┌──

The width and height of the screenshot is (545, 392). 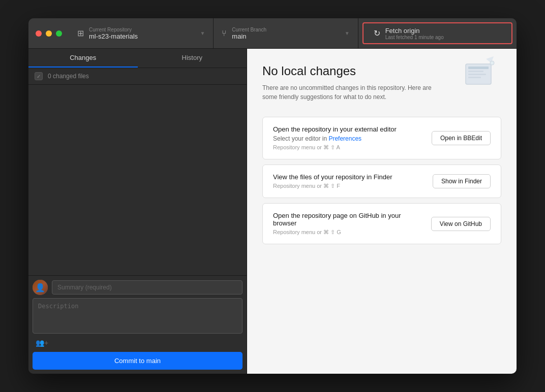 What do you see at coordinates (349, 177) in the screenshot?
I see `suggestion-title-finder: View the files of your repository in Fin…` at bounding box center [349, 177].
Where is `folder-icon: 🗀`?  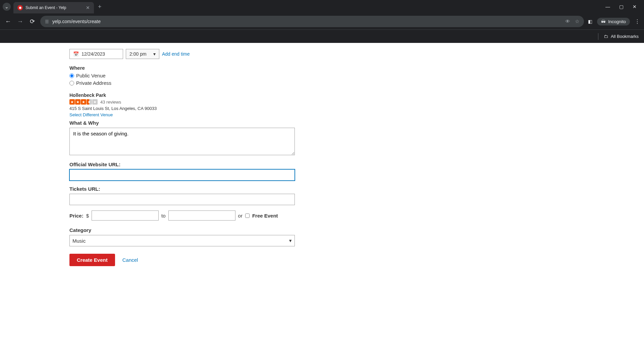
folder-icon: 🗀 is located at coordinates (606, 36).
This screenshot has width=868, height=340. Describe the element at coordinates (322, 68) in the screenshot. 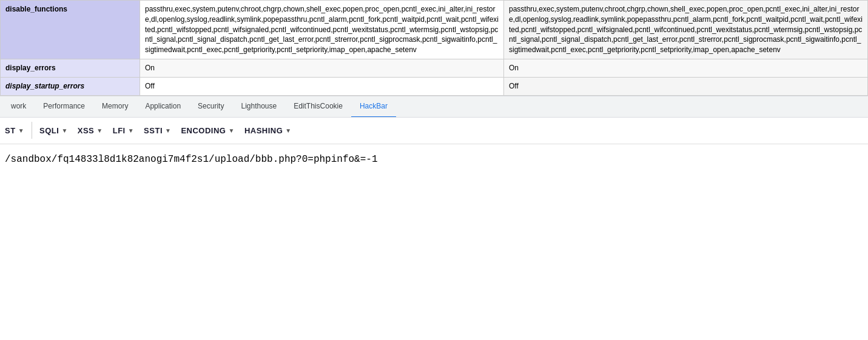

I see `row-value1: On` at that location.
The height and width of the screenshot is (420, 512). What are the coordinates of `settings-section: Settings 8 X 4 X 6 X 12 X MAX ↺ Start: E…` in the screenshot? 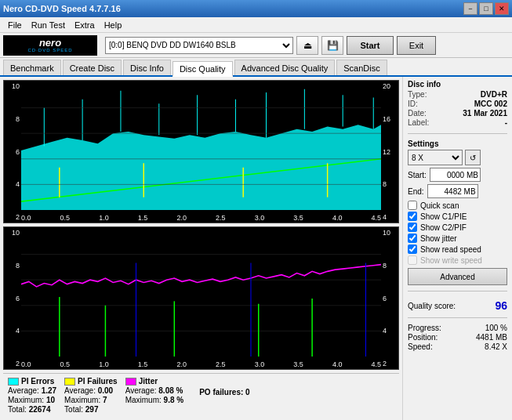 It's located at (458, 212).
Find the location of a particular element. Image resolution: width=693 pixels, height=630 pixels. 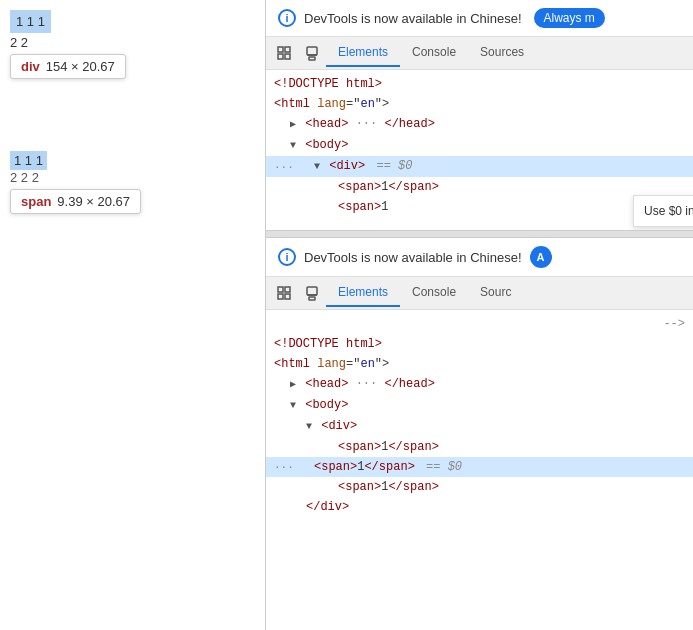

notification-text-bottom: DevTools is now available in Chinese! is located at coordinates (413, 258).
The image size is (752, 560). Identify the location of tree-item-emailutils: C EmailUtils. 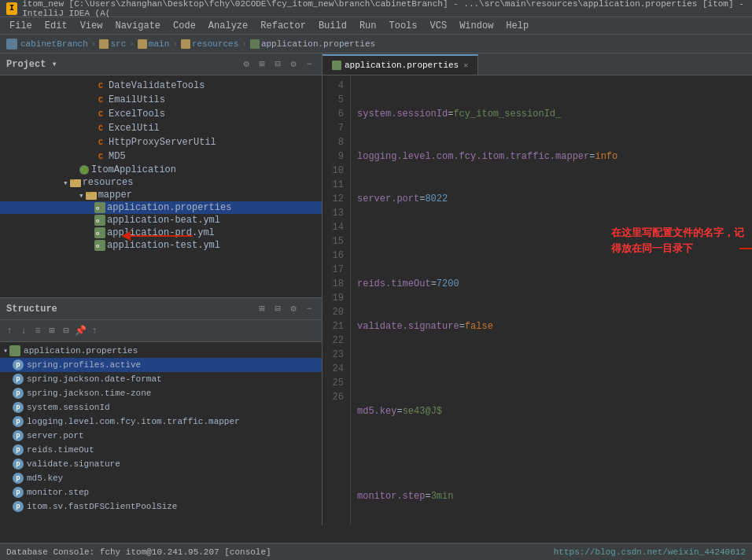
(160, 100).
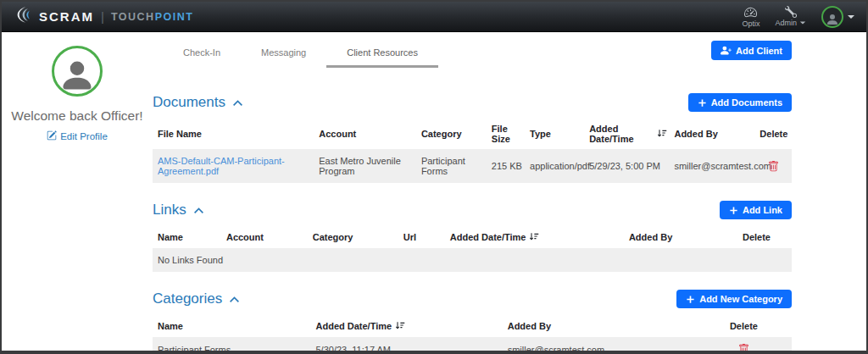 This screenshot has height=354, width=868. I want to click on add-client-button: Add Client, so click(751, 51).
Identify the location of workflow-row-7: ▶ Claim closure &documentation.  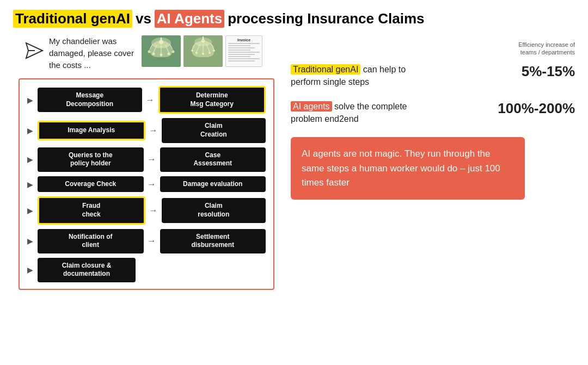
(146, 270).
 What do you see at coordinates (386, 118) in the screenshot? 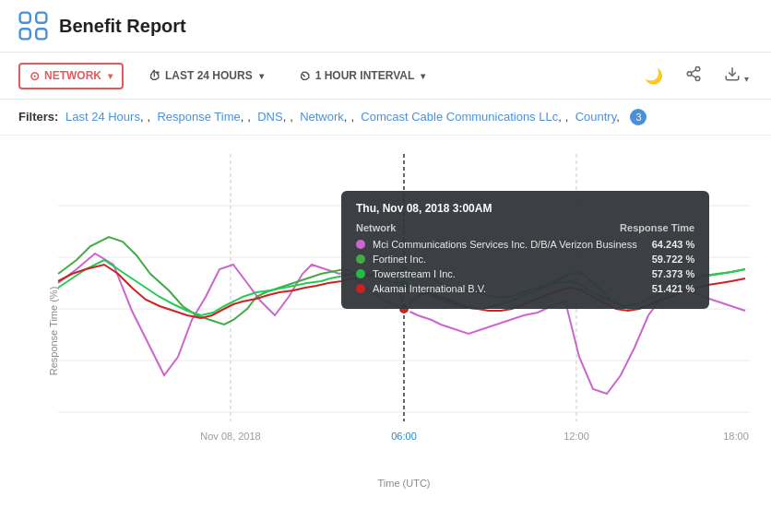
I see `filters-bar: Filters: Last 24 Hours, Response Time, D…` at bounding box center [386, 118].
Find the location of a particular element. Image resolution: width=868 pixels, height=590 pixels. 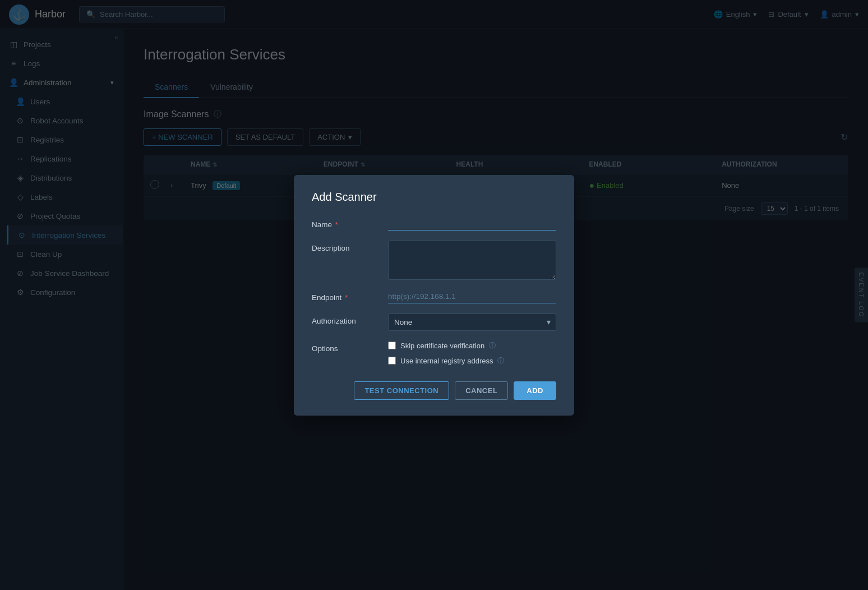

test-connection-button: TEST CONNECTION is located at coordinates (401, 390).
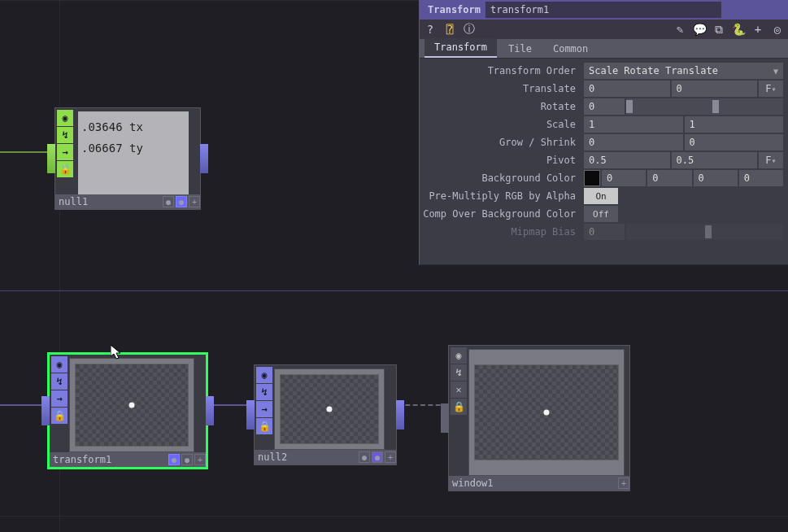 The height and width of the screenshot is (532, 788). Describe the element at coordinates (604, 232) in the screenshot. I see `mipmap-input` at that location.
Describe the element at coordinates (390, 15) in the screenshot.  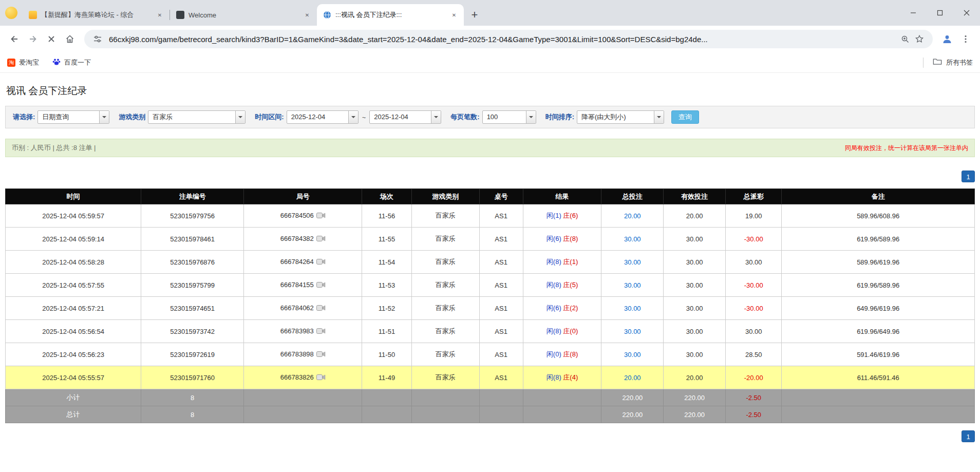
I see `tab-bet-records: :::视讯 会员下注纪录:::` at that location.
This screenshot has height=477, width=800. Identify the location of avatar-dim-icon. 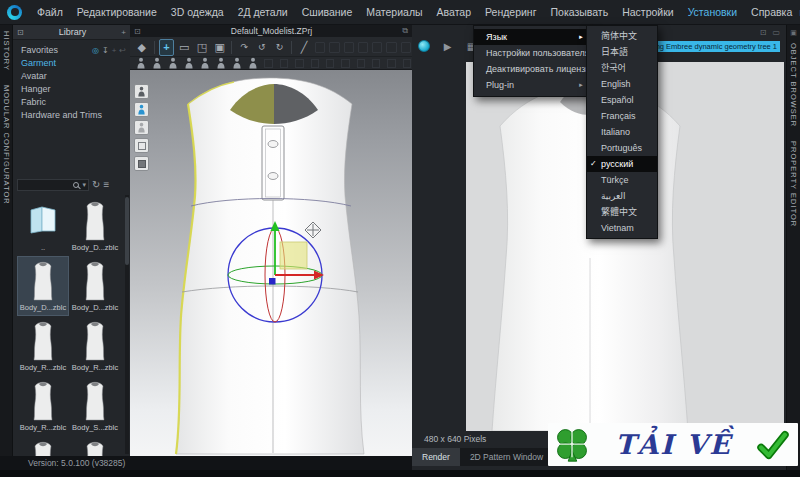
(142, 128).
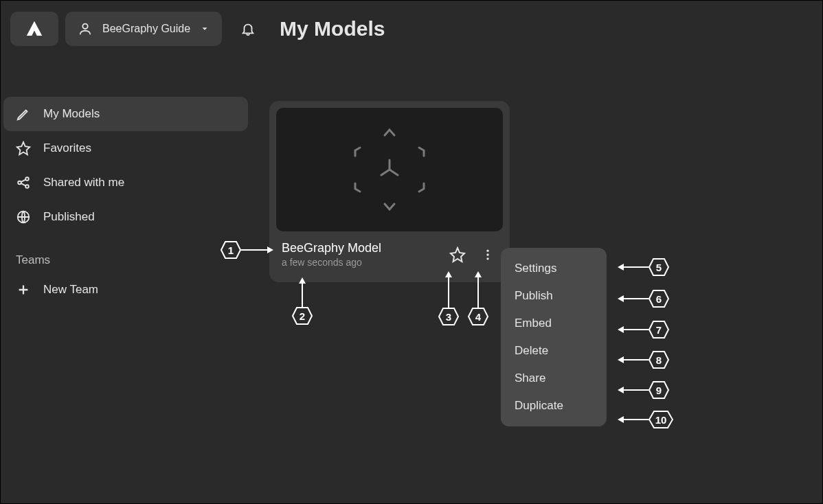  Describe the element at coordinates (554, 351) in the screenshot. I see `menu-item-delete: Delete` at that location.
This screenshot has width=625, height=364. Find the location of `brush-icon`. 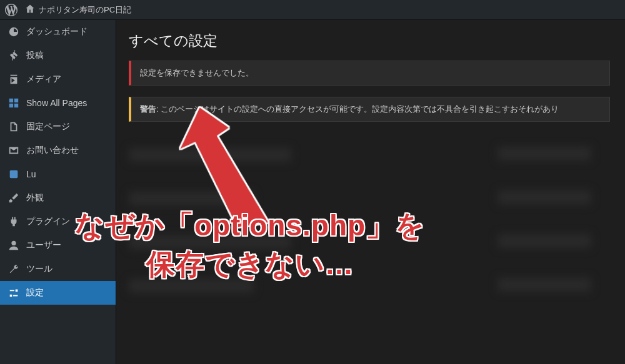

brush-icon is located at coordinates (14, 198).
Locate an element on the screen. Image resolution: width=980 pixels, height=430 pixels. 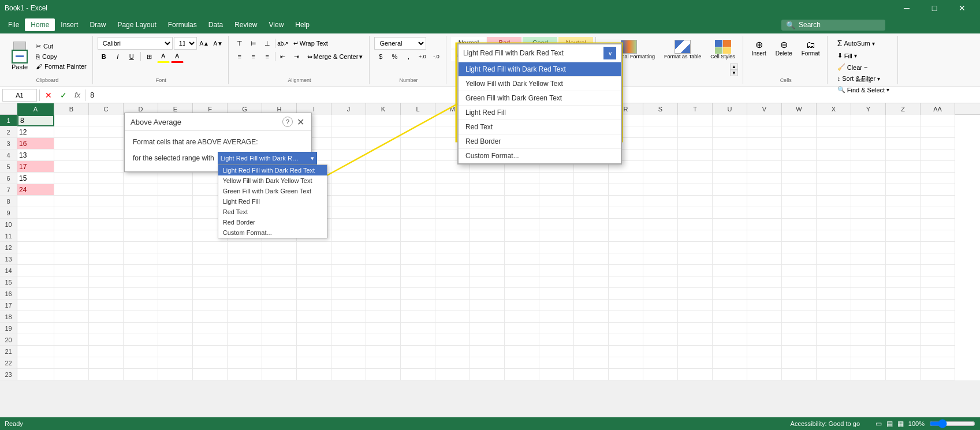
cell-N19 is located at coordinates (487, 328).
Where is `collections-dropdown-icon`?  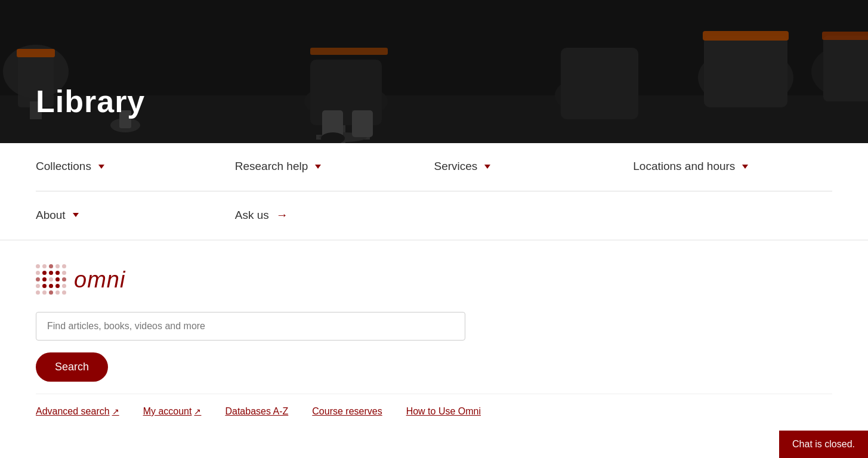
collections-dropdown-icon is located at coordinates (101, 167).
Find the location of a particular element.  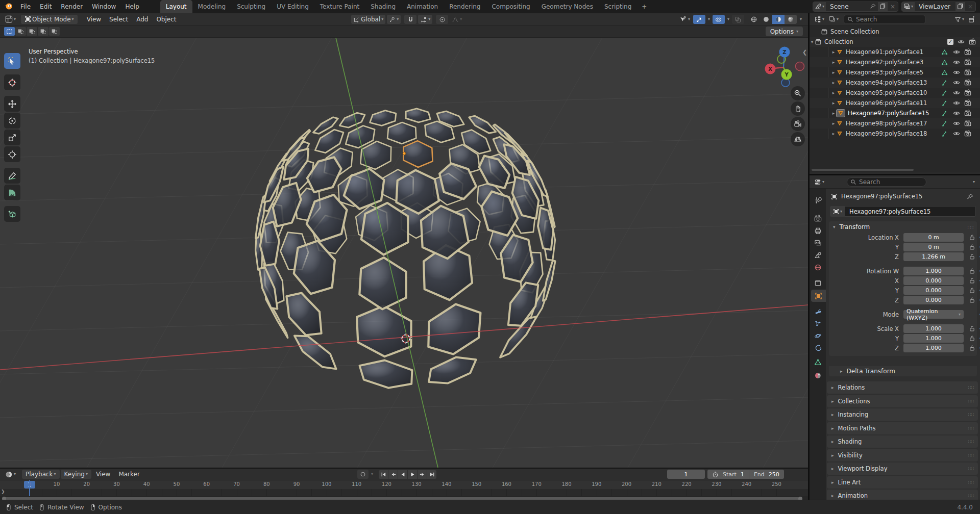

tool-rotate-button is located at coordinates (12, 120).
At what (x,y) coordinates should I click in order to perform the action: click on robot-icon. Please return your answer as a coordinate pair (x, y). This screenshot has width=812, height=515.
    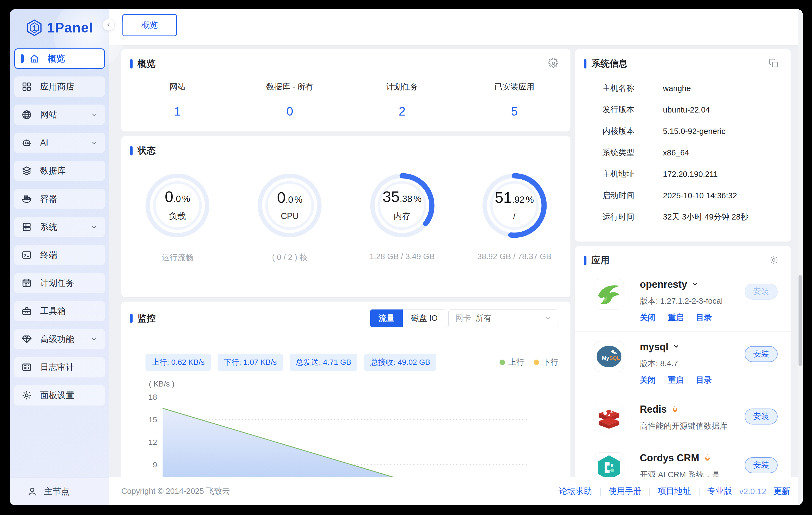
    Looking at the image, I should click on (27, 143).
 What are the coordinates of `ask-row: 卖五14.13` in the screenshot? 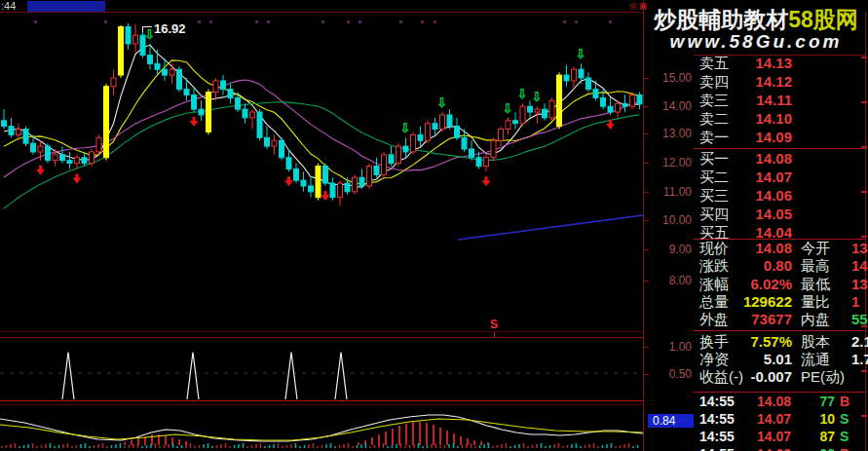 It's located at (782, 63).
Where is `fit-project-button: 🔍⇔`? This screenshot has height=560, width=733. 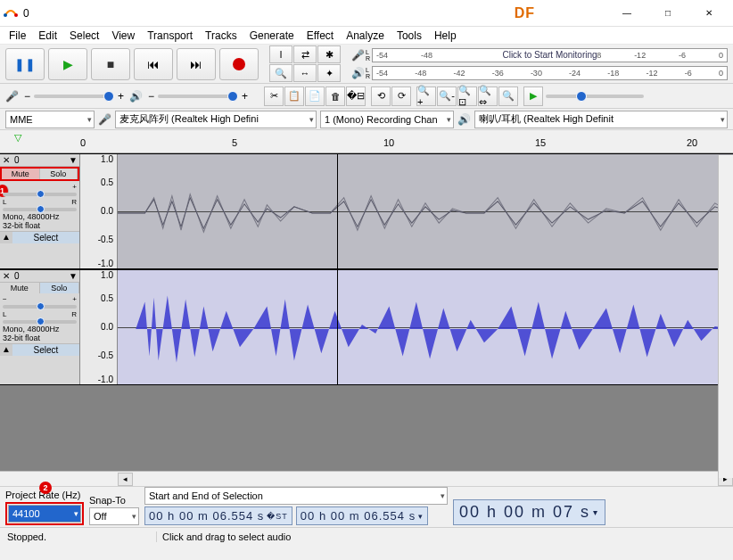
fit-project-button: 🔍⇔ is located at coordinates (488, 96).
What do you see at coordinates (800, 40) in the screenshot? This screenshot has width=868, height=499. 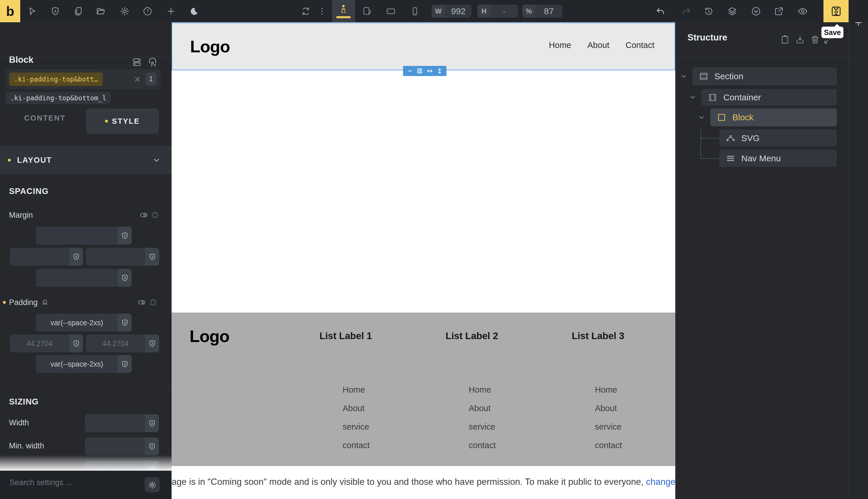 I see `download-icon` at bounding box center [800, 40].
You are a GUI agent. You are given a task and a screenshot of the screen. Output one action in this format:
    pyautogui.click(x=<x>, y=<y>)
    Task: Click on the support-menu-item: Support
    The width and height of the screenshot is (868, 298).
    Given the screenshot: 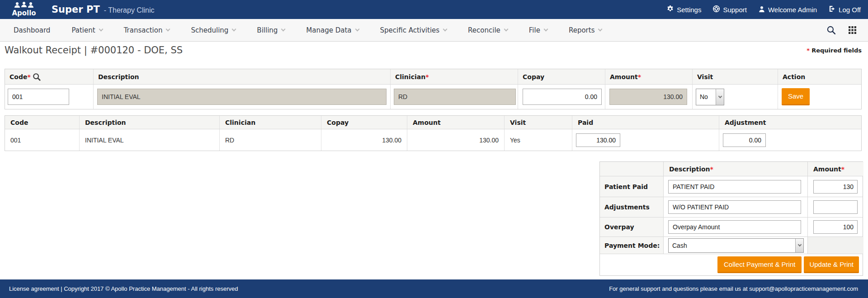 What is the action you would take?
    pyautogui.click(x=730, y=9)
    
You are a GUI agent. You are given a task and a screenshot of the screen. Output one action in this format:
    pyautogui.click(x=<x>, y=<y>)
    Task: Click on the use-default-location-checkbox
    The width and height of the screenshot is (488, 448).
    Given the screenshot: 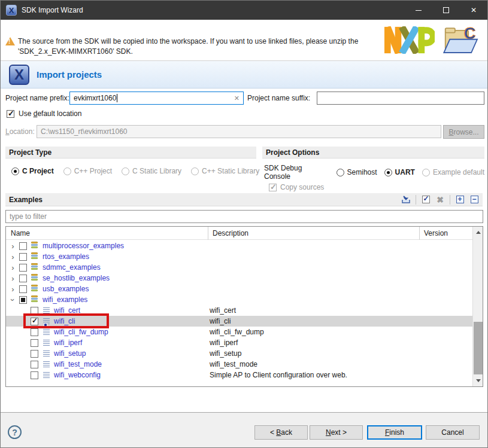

└──

● **Task instructions**:
Please retype only the lines from the line that holds "Task: Click on the use-default-location-checkbox" through the end of the records, exactly as they stand, and drop every picture.

● **Solution**:
    Task: Click on the use-default-location-checkbox
    The width and height of the screenshot is (488, 448).
    Given the screenshot: 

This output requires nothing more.